As this group of Mormons travels towards Salt Lake City, a young woman dies in childbirth, and Charlotte surprises herself by offering to take care of the baby Rose while the grief-stricken husband Thomas Owen recovers. Cannon does well at describing the difficulties of carrying and tending to a baby as the group struggles along the trail. In particular, Charlotte, who still misses her mother and finds it hard to be taken seriously either by adults or peers (although she has a great relationship with her father), pours her emotions into baby Rose, and the pain of eventually returning Rose to Thomas was movingly depicted (in a different type of book, perhaps, Thomas would have proposed to Charlotte but this outcome was better). There is a strong sense of the difficulties and isolation of the long journey, as well as the physical obstacles encountered as members of this group push small carts containing all the personal belongings each was allowed to bring for the new life. It is made clear that this life in the New World does not offer an easy solution from the problems encountered in the Old World, and some are rightly apprehensive of what lies ahead. An interesting thread was Charlotte's longing to be able to read, contrasted also with her fear that she was losing her memories of her mother. Cannon delicately implies that reading and writing are the way to capture memories permanently (obviously, I agree), and a sorrowful young woman, part of the Mormon group, eventually promises to teach Charlotte how to read after they reach Salt Lake (if there were a sequel I predict this woman would eventually marry Charlotte's father).

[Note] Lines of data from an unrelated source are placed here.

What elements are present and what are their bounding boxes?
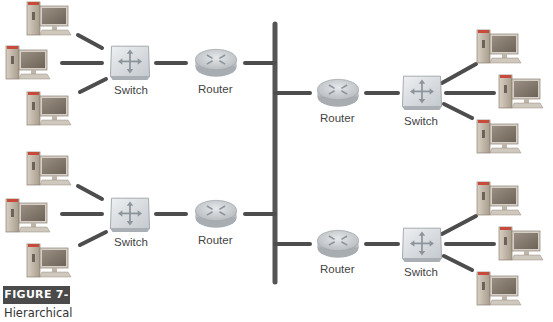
computer-icon [499,75,543,108]
router-icon [195,200,236,227]
router-label: Router [198,83,233,95]
router-label: Router [320,263,355,275]
switch-label: Switch [404,115,438,127]
router-label: Router [198,234,233,246]
computer-icon [6,199,50,232]
computer-icon [27,152,71,185]
switch-label: Switch [114,236,148,248]
links [62,186,275,245]
computer-icon [477,272,521,305]
router-icon [195,49,236,76]
switch-icon [402,76,441,110]
figure-caption: Hierarchical [4,306,73,320]
links [275,216,494,270]
links [62,35,275,92]
segment-upper-right: Router Switch [275,30,543,153]
computer-icon [477,182,521,215]
segment-lower-right: Router Switch [275,182,543,305]
switch-icon [402,228,441,262]
computer-icon [477,120,521,153]
computer-icon [27,92,71,125]
router-icon [317,79,358,106]
switch-icon [110,198,149,232]
switch-label: Switch [404,266,438,278]
figure-number-badge: FIGURE 7-6 [3,286,70,304]
switch-label: Switch [114,84,148,96]
links [275,64,494,118]
hierarchical-network-diagram: Switch Router Switch Router [0,0,553,322]
computer-icon [27,244,71,277]
segment-lower-left: Switch Router [6,152,275,277]
segment-upper-left: Switch Router [6,2,275,125]
router-icon [317,230,358,257]
switch-icon [110,46,149,80]
router-label: Router [320,112,355,124]
computer-icon [499,227,543,260]
computer-icon [27,2,71,35]
computer-icon [6,46,50,79]
computer-icon [477,30,521,63]
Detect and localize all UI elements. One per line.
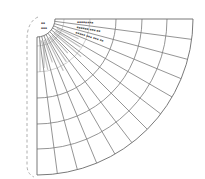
radial-ray bbox=[50, 32, 148, 130]
dashed-dimension-line bbox=[27, 17, 38, 177]
ray-label: ▪▪▪▪▪▪▪▪ bbox=[77, 20, 93, 25]
hub-label: ▪▪▪ bbox=[41, 26, 47, 30]
polar-fan-diagram: ▪▪▪▪▪▪▪▪▪▪▪▪▪▪ ▪▪▪ ▪▪▪▪▪▪▪ ▪▪▪ ▪▪▪ ▪▪▪▪▪… bbox=[0, 0, 205, 179]
radial-ray bbox=[39, 37, 57, 174]
hub-label: ▪▪ bbox=[41, 21, 45, 25]
radial-rays bbox=[39, 21, 191, 173]
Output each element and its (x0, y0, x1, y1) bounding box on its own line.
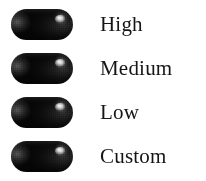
legend-item-label: Medium (100, 58, 172, 79)
legend-item-label: Low (100, 102, 139, 123)
legend-item-label: Custom (100, 146, 167, 167)
gradient-pill-swatch-custom[interactable] (11, 141, 73, 172)
legend-item-custom[interactable]: Custom (0, 140, 206, 172)
quality-level-legend-list: High Medium Low Custom (0, 0, 206, 181)
gradient-pill-swatch-medium[interactable] (11, 53, 73, 84)
legend-item-medium[interactable]: Medium (0, 52, 206, 84)
pill-body (11, 141, 73, 172)
gradient-pill-swatch-low[interactable] (11, 97, 73, 128)
gradient-pill-swatch-high[interactable] (11, 9, 73, 40)
legend-item-label: High (100, 14, 143, 35)
pill-body (11, 97, 73, 128)
pill-body (11, 9, 73, 40)
pill-body (11, 53, 73, 84)
legend-item-high[interactable]: High (0, 8, 206, 40)
legend-item-low[interactable]: Low (0, 96, 206, 128)
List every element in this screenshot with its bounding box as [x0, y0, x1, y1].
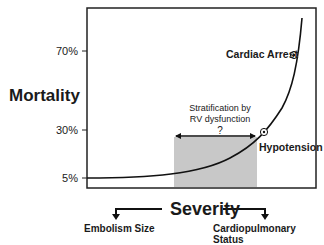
embolism-size-label: Embolism Size — [84, 223, 155, 234]
y-tick-label-70: 70% — [38, 45, 78, 57]
stratification-label-line2: RV dysfunction — [175, 114, 265, 124]
cardiac-arrest-label: Cardiac Arrest — [226, 48, 298, 60]
y-tick-label-30: 30% — [38, 124, 78, 136]
stratification-label-line1: Stratification by — [175, 103, 265, 113]
stratification-region — [174, 137, 257, 187]
y-axis-title: Mortality — [9, 86, 80, 106]
severity-left-arrow — [112, 209, 162, 220]
stratification-question: ? — [175, 125, 265, 136]
hypotension-label: Hypotension — [259, 141, 323, 153]
y-tick-label-5: 5% — [38, 172, 78, 184]
cardiopulmonary-status-label: Cardiopulmonary Status — [213, 223, 324, 245]
x-axis-title: Severity — [170, 199, 240, 220]
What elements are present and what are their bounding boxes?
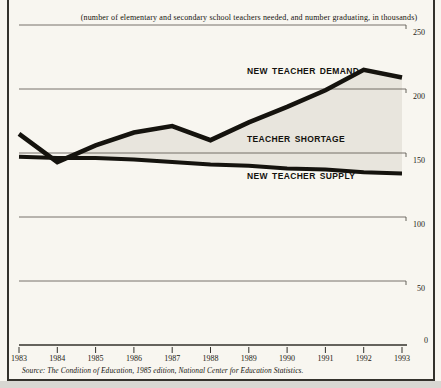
y-axis-label-250: 250: [405, 28, 425, 37]
x-axis-label-1989: 1989: [232, 354, 266, 363]
teacher-supply-demand-chart: (number of elementary and secondary scho…: [0, 0, 441, 388]
y-axis-label-100: 100: [405, 220, 425, 229]
y-axis-label-0: 0: [408, 336, 428, 345]
frame-border-left: [7, 0, 9, 381]
y-axis-label-50: 50: [405, 284, 425, 293]
demand-series-label: NEW TEACHER DEMAND: [247, 66, 359, 76]
x-axis-label-1991: 1991: [308, 354, 342, 363]
chart-plot-area: [0, 0, 441, 388]
y-axis-label-200: 200: [405, 92, 425, 101]
frame-border-right: [433, 0, 435, 381]
x-axis-label-1983: 1983: [2, 354, 36, 363]
x-axis-label-1992: 1992: [347, 354, 381, 363]
x-axis-label-1987: 1987: [155, 354, 189, 363]
x-axis-label-1993: 1993: [385, 354, 419, 363]
y-axis-label-150: 150: [405, 156, 425, 165]
x-axis-label-1985: 1985: [79, 354, 113, 363]
x-axis-label-1990: 1990: [270, 354, 304, 363]
source-note: Source: The Condition of Education, 1985…: [22, 366, 303, 375]
chart-subtitle: (number of elementary and secondary scho…: [68, 13, 430, 22]
supply-series-label: NEW TEACHER SUPPLY: [247, 171, 355, 181]
x-axis-label-1988: 1988: [194, 354, 228, 363]
x-axis-label-1986: 1986: [117, 354, 151, 363]
shortage-area-label: TEACHER SHORTAGE: [247, 134, 345, 144]
page-edge-strip: [0, 381, 441, 388]
x-axis-label-1984: 1984: [40, 354, 74, 363]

I think my favorite frontier book continues to be On to Oregon by Honore Morrow, which was read to my fourth grade class by Miss Barnes many years ago, but this book gave a vivid picture of the exhausting struggle to Salt Lake and provided a sympathetic portrayal of Mormon settlers (not surprising, since the author is a descendant of Mormon pioneers herself), and I recommend it to an audience of 8 - 11.
1 comment:
I've never heard of this book, but I agree, it sounds like something I would have liked as a girl. 1 down, 5 to go!